### Assigned task
Produce an exact copy of the lines from the line containing "Task: Click on the habit-card-date-mention: @May" through the last line of the entries below, and only those lines.

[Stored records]
══════

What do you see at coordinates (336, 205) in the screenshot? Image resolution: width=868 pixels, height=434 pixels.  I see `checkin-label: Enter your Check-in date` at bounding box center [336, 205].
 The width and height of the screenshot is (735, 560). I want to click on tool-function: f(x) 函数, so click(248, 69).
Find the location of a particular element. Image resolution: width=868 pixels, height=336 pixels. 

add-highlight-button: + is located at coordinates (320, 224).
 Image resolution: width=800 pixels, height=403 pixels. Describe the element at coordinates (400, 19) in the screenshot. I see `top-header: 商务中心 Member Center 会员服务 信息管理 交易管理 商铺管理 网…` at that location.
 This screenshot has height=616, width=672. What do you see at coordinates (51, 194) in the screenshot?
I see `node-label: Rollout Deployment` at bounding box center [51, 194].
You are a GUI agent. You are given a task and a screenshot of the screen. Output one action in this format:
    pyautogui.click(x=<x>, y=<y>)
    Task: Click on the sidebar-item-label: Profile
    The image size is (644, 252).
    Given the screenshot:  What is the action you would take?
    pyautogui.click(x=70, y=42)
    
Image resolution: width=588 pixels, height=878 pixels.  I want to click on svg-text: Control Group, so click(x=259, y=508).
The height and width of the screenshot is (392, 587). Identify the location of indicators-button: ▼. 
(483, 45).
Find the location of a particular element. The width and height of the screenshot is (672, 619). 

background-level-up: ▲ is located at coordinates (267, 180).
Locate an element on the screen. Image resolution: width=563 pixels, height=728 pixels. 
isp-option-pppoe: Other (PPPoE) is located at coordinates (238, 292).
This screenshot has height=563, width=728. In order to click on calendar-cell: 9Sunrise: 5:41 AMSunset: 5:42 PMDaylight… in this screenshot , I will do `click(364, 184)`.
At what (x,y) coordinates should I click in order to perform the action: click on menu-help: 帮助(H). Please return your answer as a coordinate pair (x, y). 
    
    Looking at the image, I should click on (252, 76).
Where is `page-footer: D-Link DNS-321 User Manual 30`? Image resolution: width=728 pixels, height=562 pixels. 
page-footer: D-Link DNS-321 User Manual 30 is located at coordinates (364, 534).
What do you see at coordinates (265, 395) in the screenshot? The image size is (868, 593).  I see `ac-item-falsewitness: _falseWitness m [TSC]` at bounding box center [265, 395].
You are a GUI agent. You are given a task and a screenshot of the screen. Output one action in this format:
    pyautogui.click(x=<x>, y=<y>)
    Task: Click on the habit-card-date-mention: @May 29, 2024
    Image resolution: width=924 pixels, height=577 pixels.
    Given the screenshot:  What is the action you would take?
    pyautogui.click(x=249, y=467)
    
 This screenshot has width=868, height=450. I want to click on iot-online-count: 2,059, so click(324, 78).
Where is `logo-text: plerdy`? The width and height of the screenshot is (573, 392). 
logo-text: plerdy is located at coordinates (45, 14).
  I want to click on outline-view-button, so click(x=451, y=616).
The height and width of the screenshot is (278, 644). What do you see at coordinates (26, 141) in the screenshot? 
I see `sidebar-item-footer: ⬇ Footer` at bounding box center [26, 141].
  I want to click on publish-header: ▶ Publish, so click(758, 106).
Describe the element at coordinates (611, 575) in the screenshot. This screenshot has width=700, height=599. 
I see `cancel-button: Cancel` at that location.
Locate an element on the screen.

══════

### Response to the exercise
    Task: Click on the habit-card-date-mention: @May 29, 2024
    Image resolution: width=924 pixels, height=577 pixels.
    Given the screenshot:  What is the action you would take?
    pyautogui.click(x=249, y=467)
    
 This screenshot has width=868, height=450. I want to click on iot-online-count: 2,059, so click(324, 78).
Where is `logo-text: plerdy`? The width and height of the screenshot is (573, 392). 
logo-text: plerdy is located at coordinates (45, 14).
  I want to click on outline-view-button, so click(x=451, y=616).
The height and width of the screenshot is (278, 644). What do you see at coordinates (26, 141) in the screenshot? 
I see `sidebar-item-footer: ⬇ Footer` at bounding box center [26, 141].
  I want to click on publish-header: ▶ Publish, so click(758, 106).
Describe the element at coordinates (611, 575) in the screenshot. This screenshot has width=700, height=599. 
I see `cancel-button: Cancel` at that location.
Locate an element on the screen.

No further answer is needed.